Critical regionalism is an approach to architecture that strives to counter the placelessness and lack of identity of the International Style, but also rejects the whimsical individualism and ornamentation of Postmodern architecture. The stylings of critical regionalism seek to provide an architecture rooted in the modern tradition, but tied to geographical and cultural context. Critical regionalism is not simply regionalism in the sense of vernacular architecture. It is a progressive approach to design that seeks to mediate between the global and the local languages of architecture.
The phrase "critical regionalism" was first used by the architectural theorists Alexander Tzonis and Liane Lefaivre and, with a slightly different meaning, by the historian-theorist Kenneth Frampton.
Critical Regionalists thus hold that both modern and post-modern architecture are "deeply problematic".
In Towards a Critical Regionalism: Six points for an architecture of resistance, Frampton recalls Paul Ricoeur's "how to become modern and to return to sources; how to revive an old, dormant civilization and take part in universal civilization". According to Frampton's proposal, critical regionalism should adopt modern architecture, critically, for its universal progressive qualities but at the same time value should be placed on the geographical context of the building. Emphasis, Frampton says, should be on topography, climate, light; on tectonic form rather than on scenography (i.e. painting theatrical scenery) and should be on the sense of touch rather than visual sense. Frampton draws on phenomenology for his argument.
Two examples Frampton briefly discusses are Jørn Utzon and Alvar Aalto. In Frampton's view, Utzon's Bagsværd Church (1973–6), near Copenhagen is a self-conscious synthesis between universal civilization and world culture. This is revealed by the rational, modular, neutral and economic, partly prefabricated concrete outer shell (i.e. universal civilization) versus the specially-designed, 'uneconomic', organic, reinforced concrete shell of the interior, signifying with its manipulation of light sacred space and 'multiple cross-cultural references', which Frampton sees no precedent for in Western culture, but rather in the Chinese pagoda roof (i.e. world culture). In the case of Aalto, Frampton discusses the red brick Säynätsalo Town Hall (1952), where, he argues, there is a resistance to universal technology and vision which is effected by using the tactile qualities of the building's materials. He notes, for instance, feeling the contrast between the friction of the brick surface of the stairs and the springy wooden floor of the council chamber.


◆ **Work required**: Every line in the records below with the string "Eclectic" needs to be copied out.

(Data entries for graphics)
------------------------------------------------------------------------
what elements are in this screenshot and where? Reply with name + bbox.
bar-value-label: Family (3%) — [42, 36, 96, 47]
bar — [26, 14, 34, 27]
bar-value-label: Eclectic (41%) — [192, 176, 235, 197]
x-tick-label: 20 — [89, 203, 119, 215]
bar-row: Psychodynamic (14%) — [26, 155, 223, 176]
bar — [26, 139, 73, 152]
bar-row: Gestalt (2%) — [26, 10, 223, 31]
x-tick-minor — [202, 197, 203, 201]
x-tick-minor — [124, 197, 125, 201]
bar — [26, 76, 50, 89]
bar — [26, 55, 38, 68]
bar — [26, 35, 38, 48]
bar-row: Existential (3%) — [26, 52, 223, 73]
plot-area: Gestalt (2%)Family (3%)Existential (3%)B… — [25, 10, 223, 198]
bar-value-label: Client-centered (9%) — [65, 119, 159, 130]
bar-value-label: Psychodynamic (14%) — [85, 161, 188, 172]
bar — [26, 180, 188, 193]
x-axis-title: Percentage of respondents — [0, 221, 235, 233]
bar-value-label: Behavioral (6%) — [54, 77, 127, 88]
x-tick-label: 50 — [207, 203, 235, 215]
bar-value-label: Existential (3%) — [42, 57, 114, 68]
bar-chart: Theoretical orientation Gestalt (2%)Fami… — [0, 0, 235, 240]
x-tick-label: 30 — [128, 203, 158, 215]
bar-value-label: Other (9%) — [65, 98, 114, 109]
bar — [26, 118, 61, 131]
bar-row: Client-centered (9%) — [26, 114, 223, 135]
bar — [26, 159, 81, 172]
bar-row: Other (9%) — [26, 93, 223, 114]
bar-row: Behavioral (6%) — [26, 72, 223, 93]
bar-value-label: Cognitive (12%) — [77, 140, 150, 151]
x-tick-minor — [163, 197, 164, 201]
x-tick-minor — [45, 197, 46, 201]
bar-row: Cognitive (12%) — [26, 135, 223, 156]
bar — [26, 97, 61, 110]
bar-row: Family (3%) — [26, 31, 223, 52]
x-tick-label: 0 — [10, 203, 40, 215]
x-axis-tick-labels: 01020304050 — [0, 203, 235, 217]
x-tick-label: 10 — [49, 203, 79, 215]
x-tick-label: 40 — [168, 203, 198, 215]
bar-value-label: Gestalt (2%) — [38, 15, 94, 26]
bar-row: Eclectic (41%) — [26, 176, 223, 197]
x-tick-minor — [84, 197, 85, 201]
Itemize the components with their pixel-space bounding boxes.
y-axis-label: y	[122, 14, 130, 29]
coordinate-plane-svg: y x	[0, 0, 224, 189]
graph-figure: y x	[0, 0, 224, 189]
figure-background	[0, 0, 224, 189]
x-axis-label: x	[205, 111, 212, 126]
------------------------------------------------------------------------
◆ **Result**:
bar-value-label: Eclectic (41%) — [192, 176, 235, 197]
bar-row: Eclectic (41%) — [26, 176, 223, 197]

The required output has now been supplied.